Once the full-scale cartoon was scaled and colored, the weavers placed it behind the warps. The weavers worked from the back, peeking through the warps to check the design. The warp ran vertically in front of the weavers, which meant that when it was taken from the loom, it was turned 90 degrees, so the warp would run horizontally when hanging. For most tapestries, multiple weavers would work simultaneously, side by side. A good weaver could weave about the surface area of a hand in one workday. Maes stresses how working from the back, at an angle, further complicates an already difficult process. “At the end, when the tapestry is completely woven, they cut the warps and then they unroll it. And this is the first time they see the full composition on the front of the tapestry. So, if any fault was made during the weaving, it is there to stay because it’s almost impossible to correct.”

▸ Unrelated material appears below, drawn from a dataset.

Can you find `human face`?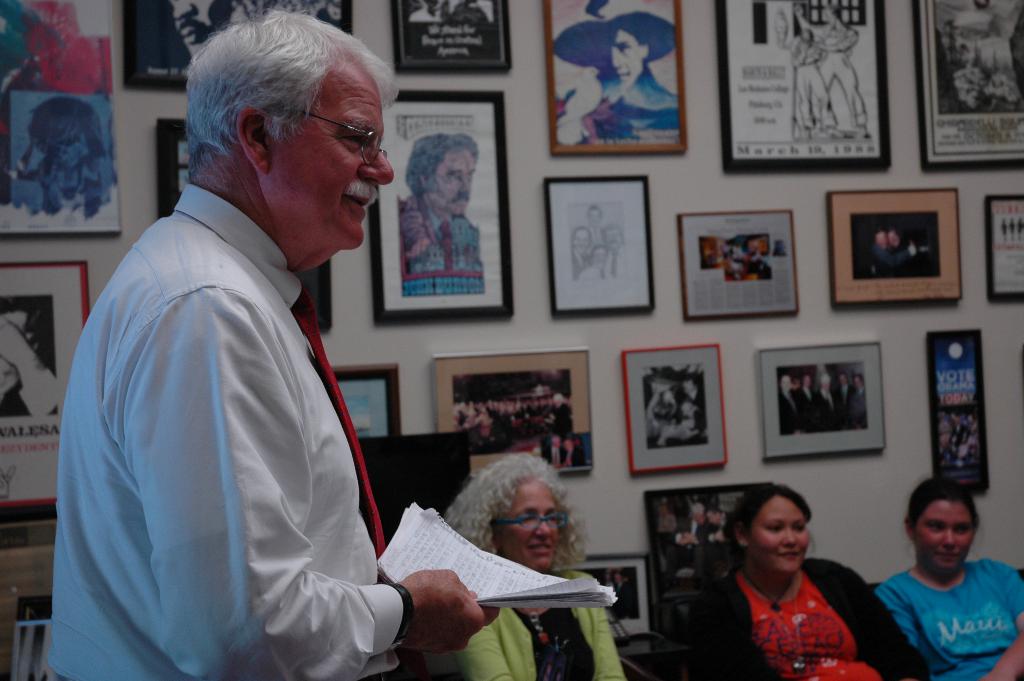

As for the actual conditions of the workshop, Maes suspects, based on his own experience working with conservators, that the weavers must have been almost silent. “You have one noise in the workshop, and it’s the noise of the wefts being beaten down onto the warp. So, it’s the sound of a comb hitting against wool, silk, and paper underneath.” The weavers would have been focused—and they stayed hydrated with beer. “We find in the archives that tapestry workshops were allowed to brew their own beer. This was a sign that they were important enough that they were allowed to do that. It was also a way to be economically more viable,” shares Maes.

But much as Maes knows about tapestry production, the textiles still, to a certain extent, remain a mystery: “The conclusion I always come to is when you really understand how weaving is done and how complex it is, you understand even less how it was possible to make them. We now have difficulty imagining how they were able to achieve that level of detail, all with one technique. Just weaving.”